The more than 80-year political and ideological bond between the ANC and SACP is under strain, highlighting the historical depth that makes current tensions within the Tripartite Alliance more consequential.
The two organisations were in lockstep throughout the anti-colonial and anti-apartheid struggle. The relationship endured the Cold War, the rooi gevaar, swart gevaar and total onslaught attacks, which were sponsored by state and global imperialism.
Dubbed a principled and revolutionary relationship, tested in battle and built on commitments that included dying for each other as organisations, the relationship was never expected to disintegrate.
In conceptualising the National Democratic Revolution (NDR), the two parties agreed that they did not share the same ideological destiny. To the SACP, socialism has always been the future, while the ANC focused on transferring political, economic and social power to the people. This ideological divergence threatens the alliance’s cohesion and raises questions about its future stability.
The execution of the NDR as a cause required the command of state power and a legal framework that outlaws any conduct inimical to the principles underpinning the establishment of a National Democratic Society (NDS). It became important for the post-colonial and post-apartheid state to be anchored in arrangements for governing each other that advance what the democratic order should be about.
Social and economic justice, human dignity, the fulfilment of a constitutionally entrenched Bill of Human Rights, the supremacy of the Constitution, and universal adult suffrage became the foundational provisions of a new society.
How such a society progresses towards the stated ideals was left to competitive democracy, which allows those with a convincing value proposition for voters and society to act. This posture, which defined the ANC as having arguably reached its end state, save for the quality issues required to declare that it has indeed created an NDS, was a position the SACP rejected.
To the SACP, the 1994-96 settlement marked a democratic breakthrough, from which the journey to its socialist future could begin. The ANC, as the immediate custodian of state power and having won the governing party role through an election, became a contested terrain for the ideological direction of the republic.
Potentially unexpected within the Tripartite Alliance was the reality of influential ANC leaders who did not believe in socialism. There is increasingly strong evidence that the ANC has become more liberal since 1994 than it has ever been. In ideological terms, this should pose existential risks for the SACP if it does not actively pursue state power, either directly or by exerting ideological influence over the ANC.
The May 2024 moment, which challenged the ANC’s access to state power, foregrounded the ideological affinity of the ANC, as it is currently led, with the liberal cause. The worst liberal instincts of those in the ANC establishment won the battle over whom to coalesce with to meet the 50-plus-1 threshold to govern.
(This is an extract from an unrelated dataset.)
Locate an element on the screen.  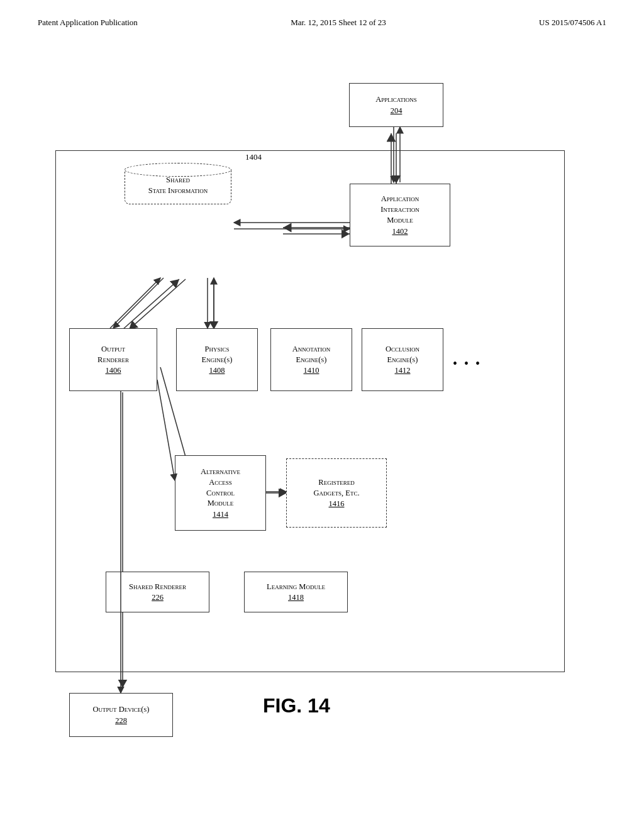
app-interaction-box: ApplicationInteractionModule 1402 is located at coordinates (400, 215).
This also meant the decisive entry of liberal political parties into the centre of government.
Suicidal as it may seem, the SACP’s approach to this matter is informed by its genuine existential realities, beyond an ANC that would, in all likelihood, be on the periphery of state power.
The emboldened dominance of liberalism created political space for neoliberal economic policies that are fundamentally inimical to what the SACP would ordinarily stand for. The relationship between the ANC and SACP could therefore not continue in its current form.
The paradigmatic shift in public representation, in which citizens are represented through the interests of political parties that enter coalitions, meant that the dominant liberal substrate of the government of national unity (GNU) would prevail.
For the ANC, the need to adjust the terms of the relationship with the SACP is a long-overdue strategic, political and ideological imperative. The SACP’s decision to go it alone in the forthcoming local government elections has further accelerated the need for such honest engagement.
Suicidal as it may seem, the SACP’s approach to this matter is informed by its genuine existential realities, beyond an ANC that would, in all likelihood, be on the periphery of state power. The lessons from local government have been instructive for the SACP’s posture.
On the other hand, the ANC’s posture, informed by its experience of losing members to organisations that split from it, approaches the changing relationship from a different existential basis. To the ANC, the go-it-alone decision represents a further decline in electoral support before ideological rupture.
There are new exceptional circumstances, and neither party has considered the unique solutions required. The following 24 months, which include the local government elections and their candidate list processes, the Cosatu conference, and the ANC elective conference, will be the most consequential for the Tripartite Alliance, the ANC and the SACP, respectively.
The separation of the conjoined triplets is inevitable, and one will not make it beyond the surgery. The anatomy of the Tripartite Alliance is a surgical challenge that requires no election in sight.